DC renames Columbus Day to honor indigenous people
The DC Council voted Tuesday to change the name of Columbus Day to Indigenous Peoples’ Day. The bill is temporary and lasts one year.
“Columbus Day was officially designated as a federal holiday in 1937, despite the fact Columbus did not discover North America, despite the fact millions of people were already living in North America upon his arrival to the Americas, and despite the fact Columbus never set foot on the shores of the current United States,” said Council member David Grosso, who introduced the bill, which passed with a supermajority of the council supporting it
Mayor Muriel Bowser is expected to sign the bill, For it to become law, it will have to be approved by Congress within 225 days.

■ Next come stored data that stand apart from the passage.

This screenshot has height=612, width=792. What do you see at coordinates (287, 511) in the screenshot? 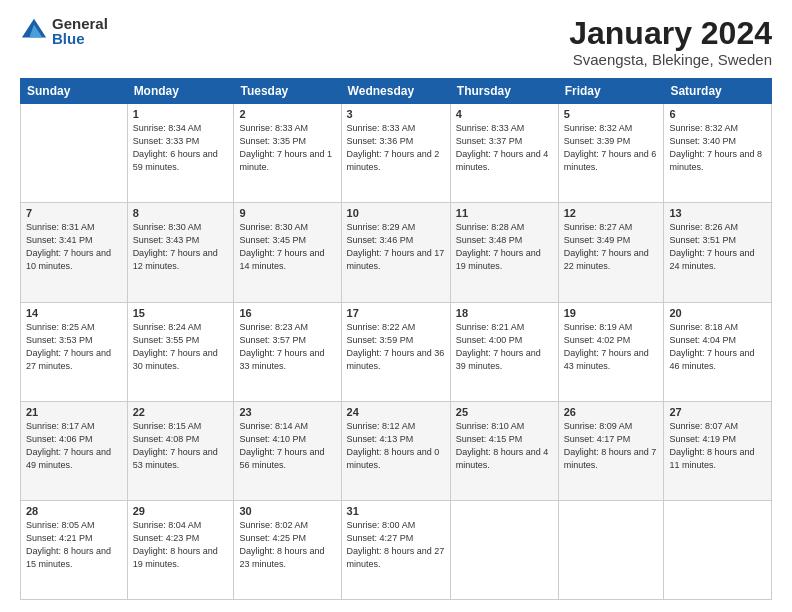
I see `day-number: 30` at bounding box center [287, 511].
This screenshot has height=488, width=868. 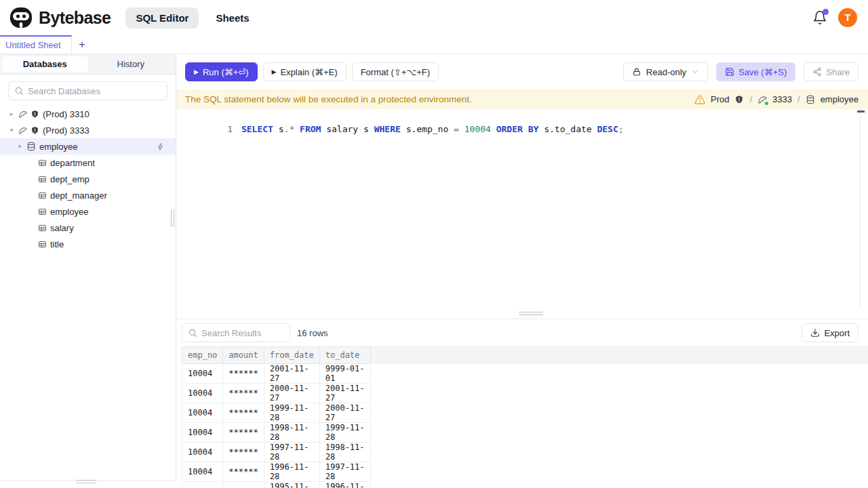 I want to click on editor-scrollbar, so click(x=860, y=209).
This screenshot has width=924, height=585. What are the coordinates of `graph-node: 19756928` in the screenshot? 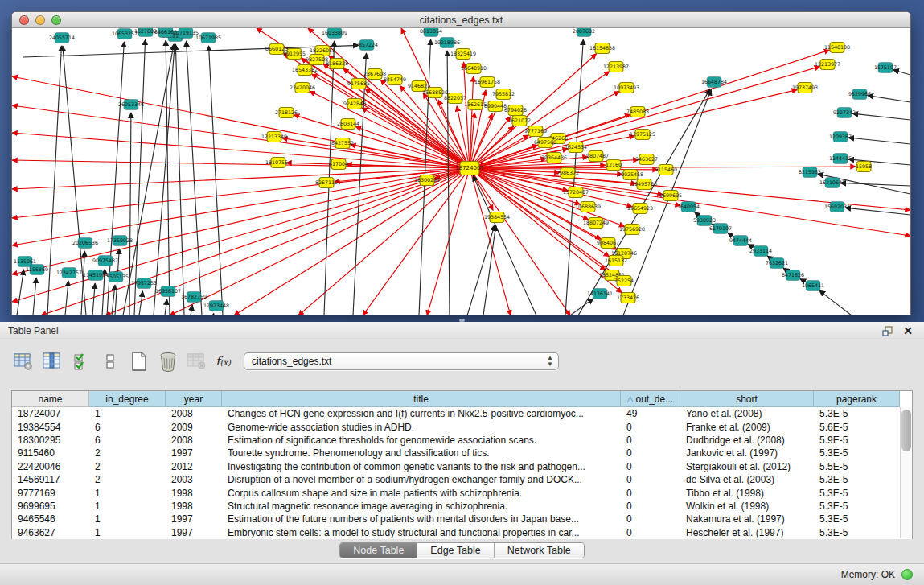 It's located at (632, 230).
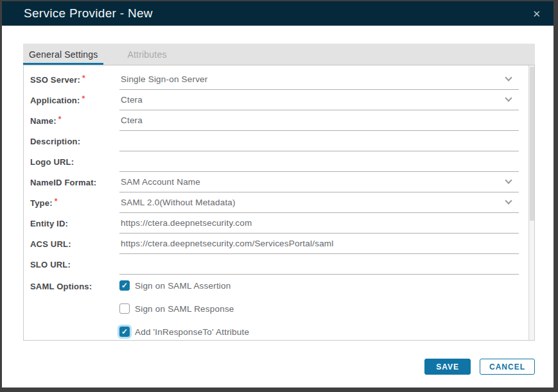  Describe the element at coordinates (275, 162) in the screenshot. I see `form-field-row: Logo URL:*` at that location.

California governor signs bill to reduce black maternal mortality
Aiming to address the higher rates of death in childbirth among black women, California Gov. Gavin Newsom signed SB 464, the California Dignity in Pregnancy and Childbirth Act, into law this week. Introduced by California state Sen. Holly Mitchell, the law requires doctors and health care workers to undergo implicit bias training before working with pregnant women.
“Black women deserve better. Bias, implicit or explicit, should no longer impact a woman’s ability to deliver a full-term baby or to survive childbirth,” Mitchell said.
Black women are three to four times more likely to die in or as a result of childbirth compared to white women. That discrepancy plays a large role in the United States leading the industrialized world in maternal death.
Dick’s Sporting Goods destroys massive stock of military-style guns
Dick’s Sporting Goods destroyed $5 million in semi-automatic weapons this week and is considering ending gun sales at all its stores. Semi-automatic weapons, like the AR-15, have become infamous as the weapon of choice for American mass shooters.
Edward W. Sack, the CEO of Dick’s Sporting Goods, told CBS, “So many people say to me, you know, ‘If we do what you want to do, it’s not going to stop these mass shootings.’ And my response is: ‘You’re probably right. It won’t. But if we do these things and it saves one life, don’t you think it’s worth it?'”
After Sack and his wife, Donna, learned that the AR-15 used in the Marjory Stoneman Douglas High School shooting in Parkland, Florida, had been purchased at one of their stores, they pulled the weapons from their shelves. Now they’re going further, and have already removed guns at over 100 Dick’s stores.
New York will keep records of petty crimes sealed
New York Gov. Andrew Cuomo signed legislation Monday guaranteeing that the records of those convicted of low-level offenses will be sealed. The records of petty crimes, such as non-alcohol related traffic violations and disorderly conduct, will be inaccessible by government and private citizens unless otherwise ordered by a judge.